SLOs by Customer Segment

Different SLOs for different customers.

Why segment SLOs

Customers are not equal. Premium tier paying $5k/month deserves tighter availability than Basic tier paying nothing; a single SLO across all customers averages the experience and hides the asymmetry. Segmented SLOs let you commit different reliability tiers in pricing (pay more, get tighter availability) and operational priority follows segment (premium degradation demands all-hands; free-tier degradation may be acceptable).

How to structure segment SLOs

Structure starts at the edge. Tag every request with customer segment at the edge (authentication layer or API gateway adds a header, downstream metrics carry the label); define per-segment availability and latency SLOs (Premium 99.95% / p99 < 200ms; Standard 99.9% / p99 < 500ms; Free 99% / p99 best-effort); cardinality matters (3-5 segments works, 10 creates sprawl).

Operating segment SLOs in production

Operating segment SLOs needs per-segment infrastructure. Per-segment dashboard with each segment’s SLO health visible plus burn-rate alerts per segment; capacity planning per segment because premium may need dedicated capacity, separate connection pools, prioritised queue lanes; incident triage looks at per-segment impact first (sev 1 if premium degraded, sev 2 if only standard).

Trade-offs and gotchas

Three trade-offs deserve attention. Maintenance burden (each segment is another set of dashboards, alerts, runbooks; don’t add segments unless they correspond to real commercial differences); internal-only segments are usually a mistake (engineering convenience is not a customer commitment); metric cardinality cost (the segment label adds a multiplier to time series count, real observability bill increase at high volume).

When to add segment SLOs

Add when pricing tiers exist with reliability commitments because without that, segmentation is optics not policy; add when premium customers complain about reliability that aggregate metrics show as fine; don’t add for engineering convenience and don’t add when the team is already drowning in operational complexity. Wait until pricing or contracts demand it.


__Goal of the exercise__
Would you please return the data below verbatim, without its pictures?

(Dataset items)
--- START ---

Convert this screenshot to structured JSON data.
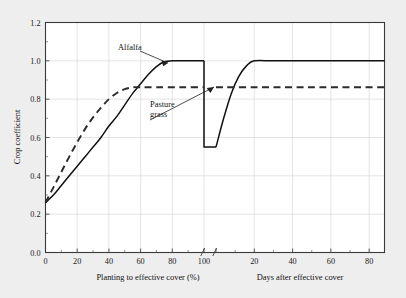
{
  "chart_data": {
    "type": "line",
    "title": "",
    "subtitle": "",
    "ylabel": "Crop coefficient",
    "ylim": [
      0.0,
      1.2
    ],
    "ytick_labels": [
      "0.0",
      "0.2",
      "0.4",
      "0.6",
      "0.8",
      "1.0",
      "1.2"
    ],
    "ytick_values": [
      0.0,
      0.2,
      0.4,
      0.6,
      0.8,
      1.0,
      1.2
    ],
    "y_minor_step": 0.1,
    "grid": true,
    "legend": "none",
    "broken_axis": true,
    "panels": [
      {
        "name": "left",
        "xlabel": "Planting to effective cover (%)",
        "xlim": [
          0,
          100
        ],
        "xtick_labels": [
          "0",
          "20",
          "40",
          "60",
          "80",
          "100"
        ],
        "xtick_values": [
          0,
          20,
          40,
          60,
          80,
          100
        ],
        "x_minor_step": 10
      },
      {
        "name": "right",
        "xlabel": "Days after effective cover",
        "xlim": [
          0,
          88
        ],
        "xtick_labels": [
          "20",
          "40",
          "60",
          "80"
        ],
        "xtick_values": [
          20,
          40,
          60,
          80
        ],
        "x_minor_step": 10
      }
    ],
    "series": [
      {
        "name": "Alfalfa",
        "style": "solid",
        "color": "#111111",
        "left_panel": [
          {
            "x": 0,
            "y": 0.26
          },
          {
            "x": 5,
            "y": 0.3
          },
          {
            "x": 10,
            "y": 0.35
          },
          {
            "x": 15,
            "y": 0.4
          },
          {
            "x": 20,
            "y": 0.45
          },
          {
            "x": 25,
            "y": 0.5
          },
          {
            "x": 30,
            "y": 0.55
          },
          {
            "x": 35,
            "y": 0.6
          },
          {
            "x": 40,
            "y": 0.66
          },
          {
            "x": 45,
            "y": 0.71
          },
          {
            "x": 50,
            "y": 0.77
          },
          {
            "x": 55,
            "y": 0.83
          },
          {
            "x": 60,
            "y": 0.88
          },
          {
            "x": 65,
            "y": 0.93
          },
          {
            "x": 70,
            "y": 0.97
          },
          {
            "x": 75,
            "y": 0.995
          },
          {
            "x": 80,
            "y": 1.0
          },
          {
            "x": 90,
            "y": 1.0
          },
          {
            "x": 100,
            "y": 1.0
          }
        ],
        "drop": {
          "x": 100,
          "y_from": 1.0,
          "y_to": 0.55
        },
        "right_panel": [
          {
            "x": 0,
            "y": 0.55
          },
          {
            "x": 4,
            "y": 0.7
          },
          {
            "x": 8,
            "y": 0.83
          },
          {
            "x": 12,
            "y": 0.92
          },
          {
            "x": 16,
            "y": 0.975
          },
          {
            "x": 20,
            "y": 1.0
          },
          {
            "x": 30,
            "y": 1.0
          },
          {
            "x": 45,
            "y": 1.0
          },
          {
            "x": 60,
            "y": 1.0
          },
          {
            "x": 75,
            "y": 1.0
          },
          {
            "x": 88,
            "y": 1.0
          }
        ]
      },
      {
        "name": "Pasture grass",
        "style": "dashed",
        "color": "#2b2b2b",
        "left_panel": [
          {
            "x": 0,
            "y": 0.26
          },
          {
            "x": 5,
            "y": 0.34
          },
          {
            "x": 10,
            "y": 0.42
          },
          {
            "x": 15,
            "y": 0.5
          },
          {
            "x": 20,
            "y": 0.575
          },
          {
            "x": 25,
            "y": 0.645
          },
          {
            "x": 30,
            "y": 0.705
          },
          {
            "x": 35,
            "y": 0.755
          },
          {
            "x": 40,
            "y": 0.8
          },
          {
            "x": 45,
            "y": 0.832
          },
          {
            "x": 50,
            "y": 0.852
          },
          {
            "x": 55,
            "y": 0.862
          },
          {
            "x": 60,
            "y": 0.862
          },
          {
            "x": 70,
            "y": 0.862
          },
          {
            "x": 85,
            "y": 0.862
          },
          {
            "x": 100,
            "y": 0.862
          }
        ],
        "right_panel": [
          {
            "x": 0,
            "y": 0.862
          },
          {
            "x": 20,
            "y": 0.862
          },
          {
            "x": 40,
            "y": 0.862
          },
          {
            "x": 60,
            "y": 0.862
          },
          {
            "x": 88,
            "y": 0.862
          }
        ]
      }
    ],
    "annotations": [
      {
        "text": "Alfalfa",
        "label_x": 118,
        "label_y": 47,
        "points_to": "alfalfa-curve"
      },
      {
        "text": "Pasture",
        "label_x": 152,
        "label_y": 104,
        "points_to": "pasture-grass-curve"
      },
      {
        "text": "grass",
        "label_x": 152,
        "label_y": 114,
        "points_to": "pasture-grass-curve"
      }
    ]
  }
}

--- END ---

__Problem solution__
Convert this screenshot to structured JSON data.
{
  "chart_data": {
    "type": "line",
    "title": "",
    "subtitle": "",
    "ylabel": "Crop coefficient",
    "ylim": [
      0.0,
      1.2
    ],
    "ytick_labels": [
      "0.0",
      "0.2",
      "0.4",
      "0.6",
      "0.8",
      "1.0",
      "1.2"
    ],
    "ytick_values": [
      0.0,
      0.2,
      0.4,
      0.6,
      0.8,
      1.0,
      1.2
    ],
    "y_minor_step": 0.1,
    "grid": true,
    "legend": "none",
    "broken_axis": true,
    "panels": [
      {
        "name": "left",
        "xlabel": "Planting to effective cover (%)",
        "xlim": [
          0,
          100
        ],
        "xtick_labels": [
          "0",
          "20",
          "40",
          "60",
          "80",
          "100"
        ],
        "xtick_values": [
          0,
          20,
          40,
          60,
          80,
          100
        ],
        "x_minor_step": 10
      },
      {
        "name": "right",
        "xlabel": "Days after effective cover",
        "xlim": [
          0,
          88
        ],
        "xtick_labels": [
          "20",
          "40",
          "60",
          "80"
        ],
        "xtick_values": [
          20,
          40,
          60,
          80
        ],
        "x_minor_step": 10
      }
    ],
    "series": [
      {
        "name": "Alfalfa",
        "style": "solid",
        "color": "#111111",
        "left_panel": [
          {
            "x": 0,
            "y": 0.26
          },
          {
            "x": 5,
            "y": 0.3
          },
          {
            "x": 10,
            "y": 0.35
          },
          {
            "x": 15,
            "y": 0.4
          },
          {
            "x": 20,
            "y": 0.45
          },
          {
            "x": 25,
            "y": 0.5
          },
          {
            "x": 30,
            "y": 0.55
          },
          {
            "x": 35,
            "y": 0.6
          },
          {
            "x": 40,
            "y": 0.66
          },
          {
            "x": 45,
            "y": 0.71
          },
          {
            "x": 50,
            "y": 0.77
          },
          {
            "x": 55,
            "y": 0.83
          },
          {
            "x": 60,
            "y": 0.88
          },
          {
            "x": 65,
            "y": 0.93
          },
          {
            "x": 70,
            "y": 0.97
          },
          {
            "x": 75,
            "y": 0.995
          },
          {
            "x": 80,
            "y": 1.0
          },
          {
            "x": 90,
            "y": 1.0
          },
          {
            "x": 100,
            "y": 1.0
          }
        ],
        "drop": {
          "x": 100,
          "y_from": 1.0,
          "y_to": 0.55
        },
        "right_panel": [
          {
            "x": 0,
            "y": 0.55
          },
          {
            "x": 4,
            "y": 0.7
          },
          {
            "x": 8,
            "y": 0.83
          },
          {
            "x": 12,
            "y": 0.92
          },
          {
            "x": 16,
            "y": 0.975
          },
          {
            "x": 20,
            "y": 1.0
          },
          {
            "x": 30,
            "y": 1.0
          },
          {
            "x": 45,
            "y": 1.0
          },
          {
            "x": 60,
            "y": 1.0
          },
          {
            "x": 75,
            "y": 1.0
          },
          {
            "x": 88,
            "y": 1.0
          }
        ]
      },
      {
        "name": "Pasture grass",
        "style": "dashed",
        "color": "#2b2b2b",
        "left_panel": [
          {
            "x": 0,
            "y": 0.26
          },
          {
            "x": 5,
            "y": 0.34
          },
          {
            "x": 10,
            "y": 0.42
          },
          {
            "x": 15,
            "y": 0.5
          },
          {
            "x": 20,
            "y": 0.575
          },
          {
            "x": 25,
            "y": 0.645
          },
          {
            "x": 30,
            "y": 0.705
          },
          {
            "x": 35,
            "y": 0.755
          },
          {
            "x": 40,
            "y": 0.8
          },
          {
            "x": 45,
            "y": 0.832
          },
          {
            "x": 50,
            "y": 0.852
          },
          {
            "x": 55,
            "y": 0.862
          },
          {
            "x": 60,
            "y": 0.862
          },
          {
            "x": 70,
            "y": 0.862
          },
          {
            "x": 85,
            "y": 0.862
          },
          {
            "x": 100,
            "y": 0.862
          }
        ],
        "right_panel": [
          {
            "x": 0,
            "y": 0.862
          },
          {
            "x": 20,
            "y": 0.862
          },
          {
            "x": 40,
            "y": 0.862
          },
          {
            "x": 60,
            "y": 0.862
          },
          {
            "x": 88,
            "y": 0.862
          }
        ]
      }
    ],
    "annotations": [
      {
        "text": "Alfalfa",
        "label_x": 118,
        "label_y": 47,
        "points_to": "alfalfa-curve"
      },
      {
        "text": "Pasture",
        "label_x": 152,
        "label_y": 104,
        "points_to": "pasture-grass-curve"
      },
      {
        "text": "grass",
        "label_x": 152,
        "label_y": 114,
        "points_to": "pasture-grass-curve"
      }
    ]
  }
}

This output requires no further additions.